White people really don't like Bill de Blasio

Bill de Blasio
(Image credit: Illustrated | Andrew Burton/Getty Images, Scharfsinn86/iStock)

New York City is known as a bastion of liberalism and diversity — so much so that Hillary Clinton is basing her 2016 campaign headquarters in the borough of Brooklyn — but truly this reputation is only skin deep. The Wall Street Journal reports that Mayor Bill de Blasio's popularity has plunged with white voters, over the perception that he is hostile to whites and insufficiently sensitive to their needs.

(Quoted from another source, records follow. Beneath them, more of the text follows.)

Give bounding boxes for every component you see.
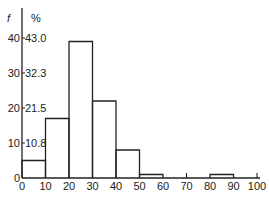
x-tick-label: 10 — [39, 180, 51, 192]
y-tick-label: 10 — [8, 137, 20, 149]
x-tick-label: 100 — [248, 180, 266, 192]
y-percent-label: 10.8 — [25, 137, 46, 149]
x-tick-label: 20 — [63, 180, 75, 192]
x-tick-label: 30 — [86, 180, 98, 192]
x-tick-label: 40 — [110, 180, 122, 192]
y-percent-label: 43.0 — [25, 32, 46, 44]
histogram-bar — [116, 150, 140, 178]
y-percent-label: 32.3 — [25, 67, 46, 79]
histogram-bars — [22, 42, 234, 179]
x-tick-label: 70 — [180, 180, 192, 192]
axes — [22, 8, 260, 178]
histogram-bar — [22, 161, 46, 179]
y-tick-label: 0 — [14, 172, 20, 184]
y-percent-label: 21.5 — [25, 102, 46, 114]
y-tick-label: 40 — [8, 32, 20, 44]
y-tick-label: 30 — [8, 67, 20, 79]
x-tick-label: 50 — [133, 180, 145, 192]
histogram-bar — [93, 101, 117, 178]
x-tick-label: 60 — [157, 180, 169, 192]
x-tick-label: 80 — [204, 180, 216, 192]
x-tick-label: 90 — [227, 180, 239, 192]
y-axis-title-percent: % — [31, 12, 41, 24]
histogram-bar — [69, 42, 93, 179]
histogram-bar — [46, 119, 70, 179]
histogram-chart: 010203040506070809010001020304010.821.53… — [0, 0, 269, 197]
y-tick-label: 20 — [8, 102, 20, 114]
y-axis-title-f: f — [7, 12, 11, 24]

His approval rating among whites has sunk to 32 percent, according to the Journal. The drop can be attributed to the fallout from a series of high-profile protests sparked by police brutality against minorities and de Blasio's crusade to tax the wealthy to pay for universal pre-K. As such, he has lost support among blue-collar white voters and rich white voters, both important New York City constituencies. A taste of how some white New Yorkers feel about their mayor:

Among those were the protests following the decision by a grand jury last year not to indict an officer in the death of Eric Garner, demonstrations that white voters said shouldn't have been allowed to snarl traffic."You don't have to read the tea leaves to read which way things are going," said Stanley Bleeker, 62, of the Mill Basin neighborhood of Brooklyn."I believe that he is genuflecting to the black community, to Mr. [Al] Sharpton and all the race baiters, to bring them into some kind of inner circle." [The Wall Street Journal]

Analysts say de Blasio's support among Latinos, blacks, and white liberals is strong enough that he doesn't have to be too concerned. But still, it goes to show that issues like police brutality and taxing the super-rich are not clear winners even in New York.